I first shared this reflection with my newsletter subscribers on 14 May 2026. If you'd like to receive them before anyone else, subscribe here.
Until he was two and a half, my little boy never slept more than two or three hours at a stretch. And I don't mean a rough patch. I mean two and a half years.
When he woke, he wanted contact: he had to be walked around in arms. If I tried to sit down, he cried. And if he cried for a long time, he sometimes ended up throwing up on himself. Once he weaned, getting him to sleep was my job, and in the end nobody in the house slept — except his big brother, who sleeps like a log. I ended up with my own sleep cycle in pieces. There came a point when I simply couldn't take any more.
I'm telling you this because today he's three and a half and he's been sleeping through the night for a couple of months. If anyone is reading me from where I once was: there's a way out. Probably not the one you picture, but there is one.
A ritual isn't designed: it settles out
Along the way I learned something I didn't expect: the sleep routine that really works is almost never the one you pick in the cold light of day, but the one that survives the bad nights, your own exhaustion and the months when nothing seems to help. What's left after all that is your real routine.
And underneath any routine there's a mechanism that isn't the one we usually imagine. A child doesn't fall asleep just because they're tired: the tiredness is there, but if their body is still on alert it won't let go. What gives them permission to let go is repetition, the signal that the day is over. When the same gestures happen in the same order every night, the body recognises the sequence and starts to loosen even before reaching the bed.
For a small nervous system, the predictable is the safe. And only from safety does a child drop their guard and let themselves fall into sleep.
How we sleep at home, no frills
What was left of the whole ordeal is a not-very-photogenic routine. You won't see it recommended in any manual. But it works for us, and now we all sleep. It goes more or less like this, and not always in this order:
- Early dinner. If dinner runs late, the night falls apart. It's the one non-negotiable.
- Go to the room. He plays for a while on the rug, almost always on his own, while I'm nearby without making much noise.
- Tidy up before lights out. I tell him it's time, let him put things away himself, and sometimes lend a hand. It's our signal that the day is ending.
- Bottle in bed and my neck within reach. He falls asleep pinching it. Yes, still on a bottle at three and a half.

About that last one I'll be honest, because it's easy to feel judged here: the bottle at this age isn't what's recommended, and I know it. But real parenting solves things in order of urgency, not in the order of the manual. Sleep was the battle; that other one can wait its turn. I tell the whole routine, imperfect part included, precisely so as not to add to the collection of idealised routines that do so much harm when you're in the middle of the storm.
Every routine is somebody's routine
I'm telling you mine precisely so you won't copy it. Yours will have other pieces: a stuffed toy, a song, a rocking chair, a hand on the back. It doesn't matter which. What matters is that it repeats, and that you're calm while it happens.
That last part weighs more than it seems. It doesn't matter whether you're their mother, their father, their grandmother or their grandfather: to fall asleep, it isn't enough for the child that you're present. They also need you to be calm, because their nervous system tunes itself to yours. The nights I walked into his room at the end of my rope were, as it happens, the worst. It was no coincidence.
And one more thing, in case it's any comfort: a child needing contact to fall asleep is not a flaw to be corrected in a hurry. In much of the world sleeping close, in contact, is the norm and nobody experiences it as a problem. Your child asking for it doesn't mean there's something left to fix. It means, almost always, that they're little.
When he asks for a story
Sometimes, bottle already in hand and the light off, he asks for a story. Not always; it isn't a fixed part of the ritual either. When he asks, we read it together with the little lamp on. There's one that seems made for that exact moment: The Star Fairy. Its subtitle says it better than I can: "The magic of being together". It's about exactly that: a fairy who loses her wand and discovers that the stars light up all the same, because what really mattered was the time spent all together each night. Which is, more or less, what it took me two and a half years to understand.

The Star Fairy
The Magic of Being Together
Starla is a young fairy who gathers the forest animals each night to tell them a bedtime story. When she loses her magic wand and cannot light the stars, she discovers that the true magic was never in an object, but in the ritual of being together each night, in her words, and in the love she shares with her community.
Read this children's story in the Semillita appIf you want to go deeper into the why of all this, I tell it more calmly in why what you do matters more than what you use and in what to do when the ritual breaks.
A hug, and lots of courage if tonight is one of the hard ones.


**Task prompt:** Using the data below, gather each line that includes the word "with".

**Exercise materials:**
===
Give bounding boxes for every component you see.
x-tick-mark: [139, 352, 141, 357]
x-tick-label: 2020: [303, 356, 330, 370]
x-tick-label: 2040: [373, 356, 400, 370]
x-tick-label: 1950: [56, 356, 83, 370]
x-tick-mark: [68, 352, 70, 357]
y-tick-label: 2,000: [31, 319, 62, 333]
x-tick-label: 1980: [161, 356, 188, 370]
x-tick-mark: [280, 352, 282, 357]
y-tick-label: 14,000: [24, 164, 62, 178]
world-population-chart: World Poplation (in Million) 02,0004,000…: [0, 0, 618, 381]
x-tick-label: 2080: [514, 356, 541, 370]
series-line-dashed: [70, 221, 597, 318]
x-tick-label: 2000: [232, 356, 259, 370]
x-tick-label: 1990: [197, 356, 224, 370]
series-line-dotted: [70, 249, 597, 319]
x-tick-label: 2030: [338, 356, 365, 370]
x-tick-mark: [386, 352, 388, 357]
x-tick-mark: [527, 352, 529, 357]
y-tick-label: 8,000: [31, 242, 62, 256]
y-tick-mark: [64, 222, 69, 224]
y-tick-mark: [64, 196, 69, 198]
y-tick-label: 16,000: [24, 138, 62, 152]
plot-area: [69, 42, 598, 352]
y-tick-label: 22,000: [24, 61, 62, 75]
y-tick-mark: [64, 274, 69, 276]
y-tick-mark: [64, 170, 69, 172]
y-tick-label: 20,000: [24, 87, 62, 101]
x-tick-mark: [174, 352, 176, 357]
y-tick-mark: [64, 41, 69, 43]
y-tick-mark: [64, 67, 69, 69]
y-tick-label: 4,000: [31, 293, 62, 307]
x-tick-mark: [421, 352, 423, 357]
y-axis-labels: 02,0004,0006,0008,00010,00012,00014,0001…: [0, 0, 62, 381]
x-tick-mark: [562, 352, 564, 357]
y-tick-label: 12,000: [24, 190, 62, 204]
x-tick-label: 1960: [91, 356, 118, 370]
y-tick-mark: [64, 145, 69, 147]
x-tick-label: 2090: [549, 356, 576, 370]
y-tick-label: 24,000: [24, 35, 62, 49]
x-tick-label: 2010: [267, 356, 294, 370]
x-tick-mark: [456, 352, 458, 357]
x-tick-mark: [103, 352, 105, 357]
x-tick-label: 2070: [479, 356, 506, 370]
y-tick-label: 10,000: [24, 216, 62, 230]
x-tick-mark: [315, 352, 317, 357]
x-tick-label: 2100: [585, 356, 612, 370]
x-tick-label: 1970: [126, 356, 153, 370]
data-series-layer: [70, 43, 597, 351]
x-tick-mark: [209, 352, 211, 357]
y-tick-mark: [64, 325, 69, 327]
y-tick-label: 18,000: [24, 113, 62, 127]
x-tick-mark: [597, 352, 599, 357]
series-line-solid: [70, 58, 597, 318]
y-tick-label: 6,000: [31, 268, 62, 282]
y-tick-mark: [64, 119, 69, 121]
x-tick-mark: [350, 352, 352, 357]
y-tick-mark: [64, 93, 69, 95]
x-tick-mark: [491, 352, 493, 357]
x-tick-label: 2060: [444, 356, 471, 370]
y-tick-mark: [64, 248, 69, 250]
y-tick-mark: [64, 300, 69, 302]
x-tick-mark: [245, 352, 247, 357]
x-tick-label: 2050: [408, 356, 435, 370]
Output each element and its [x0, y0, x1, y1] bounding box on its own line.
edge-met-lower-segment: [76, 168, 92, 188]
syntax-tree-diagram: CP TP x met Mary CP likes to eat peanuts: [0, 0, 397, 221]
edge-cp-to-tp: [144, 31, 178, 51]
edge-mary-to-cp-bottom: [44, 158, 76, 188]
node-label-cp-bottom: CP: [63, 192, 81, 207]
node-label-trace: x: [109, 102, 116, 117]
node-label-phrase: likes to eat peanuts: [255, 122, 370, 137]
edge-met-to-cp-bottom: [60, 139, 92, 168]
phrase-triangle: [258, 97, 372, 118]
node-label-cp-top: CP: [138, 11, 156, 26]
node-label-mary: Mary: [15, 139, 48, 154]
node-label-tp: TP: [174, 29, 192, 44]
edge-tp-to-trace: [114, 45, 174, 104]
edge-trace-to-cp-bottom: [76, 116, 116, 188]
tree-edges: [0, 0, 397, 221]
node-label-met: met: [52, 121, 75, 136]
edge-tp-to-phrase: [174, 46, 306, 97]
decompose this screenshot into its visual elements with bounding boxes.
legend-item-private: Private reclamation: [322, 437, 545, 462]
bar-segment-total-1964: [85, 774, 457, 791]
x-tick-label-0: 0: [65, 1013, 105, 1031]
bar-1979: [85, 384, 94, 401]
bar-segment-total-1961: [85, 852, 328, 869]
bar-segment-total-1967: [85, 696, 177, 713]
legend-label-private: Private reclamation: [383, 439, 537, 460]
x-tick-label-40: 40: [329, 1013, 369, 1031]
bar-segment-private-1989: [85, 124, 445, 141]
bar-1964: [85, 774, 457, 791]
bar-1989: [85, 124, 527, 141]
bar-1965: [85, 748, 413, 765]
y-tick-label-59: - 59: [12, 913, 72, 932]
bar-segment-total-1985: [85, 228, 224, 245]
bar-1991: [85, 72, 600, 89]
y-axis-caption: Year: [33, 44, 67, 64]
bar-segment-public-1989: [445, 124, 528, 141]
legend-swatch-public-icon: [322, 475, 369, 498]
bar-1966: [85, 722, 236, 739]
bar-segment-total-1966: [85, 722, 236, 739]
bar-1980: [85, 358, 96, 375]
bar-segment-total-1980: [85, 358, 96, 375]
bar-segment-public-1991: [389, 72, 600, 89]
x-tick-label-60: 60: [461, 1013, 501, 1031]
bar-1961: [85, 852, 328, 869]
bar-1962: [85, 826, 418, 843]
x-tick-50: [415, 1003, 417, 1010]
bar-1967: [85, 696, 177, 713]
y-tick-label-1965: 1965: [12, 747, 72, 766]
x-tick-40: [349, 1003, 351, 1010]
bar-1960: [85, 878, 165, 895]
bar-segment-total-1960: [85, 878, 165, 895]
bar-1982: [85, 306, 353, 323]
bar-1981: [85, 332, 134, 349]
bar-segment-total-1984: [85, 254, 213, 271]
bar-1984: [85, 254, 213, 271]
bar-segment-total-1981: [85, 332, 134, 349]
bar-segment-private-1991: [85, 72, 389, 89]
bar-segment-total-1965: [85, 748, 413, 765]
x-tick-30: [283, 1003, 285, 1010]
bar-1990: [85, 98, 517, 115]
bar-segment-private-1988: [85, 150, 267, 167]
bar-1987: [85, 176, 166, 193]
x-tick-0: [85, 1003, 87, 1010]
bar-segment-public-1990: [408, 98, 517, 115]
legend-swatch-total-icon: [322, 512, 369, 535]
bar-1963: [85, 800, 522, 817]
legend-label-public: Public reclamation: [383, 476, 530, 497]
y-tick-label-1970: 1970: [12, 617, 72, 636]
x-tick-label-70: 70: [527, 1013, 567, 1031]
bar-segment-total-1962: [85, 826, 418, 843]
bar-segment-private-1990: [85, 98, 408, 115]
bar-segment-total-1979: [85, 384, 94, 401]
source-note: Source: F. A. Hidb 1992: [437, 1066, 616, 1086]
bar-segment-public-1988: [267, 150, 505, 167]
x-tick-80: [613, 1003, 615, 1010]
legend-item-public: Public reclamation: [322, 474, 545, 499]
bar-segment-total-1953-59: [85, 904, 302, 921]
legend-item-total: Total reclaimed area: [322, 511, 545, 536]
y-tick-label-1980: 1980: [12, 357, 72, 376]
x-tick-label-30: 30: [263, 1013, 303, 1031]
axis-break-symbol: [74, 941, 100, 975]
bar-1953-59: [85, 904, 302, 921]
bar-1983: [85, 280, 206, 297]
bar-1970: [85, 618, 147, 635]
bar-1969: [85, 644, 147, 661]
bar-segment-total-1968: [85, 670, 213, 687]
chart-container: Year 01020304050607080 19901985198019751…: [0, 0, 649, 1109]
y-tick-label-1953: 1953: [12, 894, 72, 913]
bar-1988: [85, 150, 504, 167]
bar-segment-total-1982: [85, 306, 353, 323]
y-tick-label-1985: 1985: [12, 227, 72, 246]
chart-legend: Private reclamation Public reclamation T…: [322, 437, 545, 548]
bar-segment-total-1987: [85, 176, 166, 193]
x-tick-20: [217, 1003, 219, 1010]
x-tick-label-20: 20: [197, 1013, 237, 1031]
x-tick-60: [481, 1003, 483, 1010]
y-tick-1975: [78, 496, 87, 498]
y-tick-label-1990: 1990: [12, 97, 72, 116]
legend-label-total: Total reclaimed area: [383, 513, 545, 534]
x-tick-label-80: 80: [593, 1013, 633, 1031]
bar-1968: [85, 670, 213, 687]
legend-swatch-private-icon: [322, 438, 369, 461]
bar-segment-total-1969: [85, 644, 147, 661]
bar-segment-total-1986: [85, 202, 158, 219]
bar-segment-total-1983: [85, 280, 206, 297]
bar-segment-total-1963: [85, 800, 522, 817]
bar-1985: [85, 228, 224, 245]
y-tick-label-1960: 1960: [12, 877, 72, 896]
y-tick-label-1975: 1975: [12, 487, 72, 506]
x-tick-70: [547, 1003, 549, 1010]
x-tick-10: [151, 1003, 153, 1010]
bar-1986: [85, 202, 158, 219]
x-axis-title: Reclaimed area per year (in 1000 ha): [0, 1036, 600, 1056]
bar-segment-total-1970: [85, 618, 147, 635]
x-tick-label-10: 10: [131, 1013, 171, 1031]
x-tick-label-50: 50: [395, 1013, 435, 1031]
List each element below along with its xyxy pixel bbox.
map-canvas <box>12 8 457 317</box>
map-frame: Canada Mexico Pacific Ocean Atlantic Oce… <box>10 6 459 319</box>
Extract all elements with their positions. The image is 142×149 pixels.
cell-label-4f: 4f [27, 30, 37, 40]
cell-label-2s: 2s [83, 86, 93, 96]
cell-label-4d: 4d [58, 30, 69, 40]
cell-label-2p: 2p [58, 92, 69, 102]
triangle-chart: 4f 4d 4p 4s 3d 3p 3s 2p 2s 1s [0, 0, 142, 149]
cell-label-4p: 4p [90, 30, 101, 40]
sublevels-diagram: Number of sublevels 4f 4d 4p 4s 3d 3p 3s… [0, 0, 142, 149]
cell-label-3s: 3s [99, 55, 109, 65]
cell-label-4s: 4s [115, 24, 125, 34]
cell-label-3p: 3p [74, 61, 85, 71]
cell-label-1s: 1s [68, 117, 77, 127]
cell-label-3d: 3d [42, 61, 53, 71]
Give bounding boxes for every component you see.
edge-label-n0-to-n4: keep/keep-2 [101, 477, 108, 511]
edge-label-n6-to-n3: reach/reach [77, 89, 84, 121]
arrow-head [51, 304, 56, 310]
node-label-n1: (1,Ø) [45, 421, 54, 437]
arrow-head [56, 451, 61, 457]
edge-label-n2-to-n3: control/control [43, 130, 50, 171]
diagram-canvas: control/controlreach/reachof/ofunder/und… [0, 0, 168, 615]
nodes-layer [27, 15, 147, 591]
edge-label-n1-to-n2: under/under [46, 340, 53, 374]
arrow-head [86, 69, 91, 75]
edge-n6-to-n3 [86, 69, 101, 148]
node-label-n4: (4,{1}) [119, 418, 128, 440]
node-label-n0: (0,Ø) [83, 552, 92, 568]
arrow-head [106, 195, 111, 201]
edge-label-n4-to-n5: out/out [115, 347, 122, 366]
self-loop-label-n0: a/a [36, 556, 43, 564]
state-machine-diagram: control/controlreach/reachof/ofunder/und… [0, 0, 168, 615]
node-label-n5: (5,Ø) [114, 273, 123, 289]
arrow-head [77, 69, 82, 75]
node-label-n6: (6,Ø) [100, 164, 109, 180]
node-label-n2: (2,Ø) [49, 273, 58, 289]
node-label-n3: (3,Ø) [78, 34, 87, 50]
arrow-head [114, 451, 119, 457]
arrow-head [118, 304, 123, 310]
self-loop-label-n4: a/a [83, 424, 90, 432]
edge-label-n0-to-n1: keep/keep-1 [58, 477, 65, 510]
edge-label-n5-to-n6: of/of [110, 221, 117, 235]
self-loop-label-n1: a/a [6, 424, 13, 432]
===
**Answer box:**
decompose this screenshot into its visual elements with bounding boxes.
List each element below along with its xyxy pixel bbox.
Extract all elements with their positions. The image is 142×149 pixels.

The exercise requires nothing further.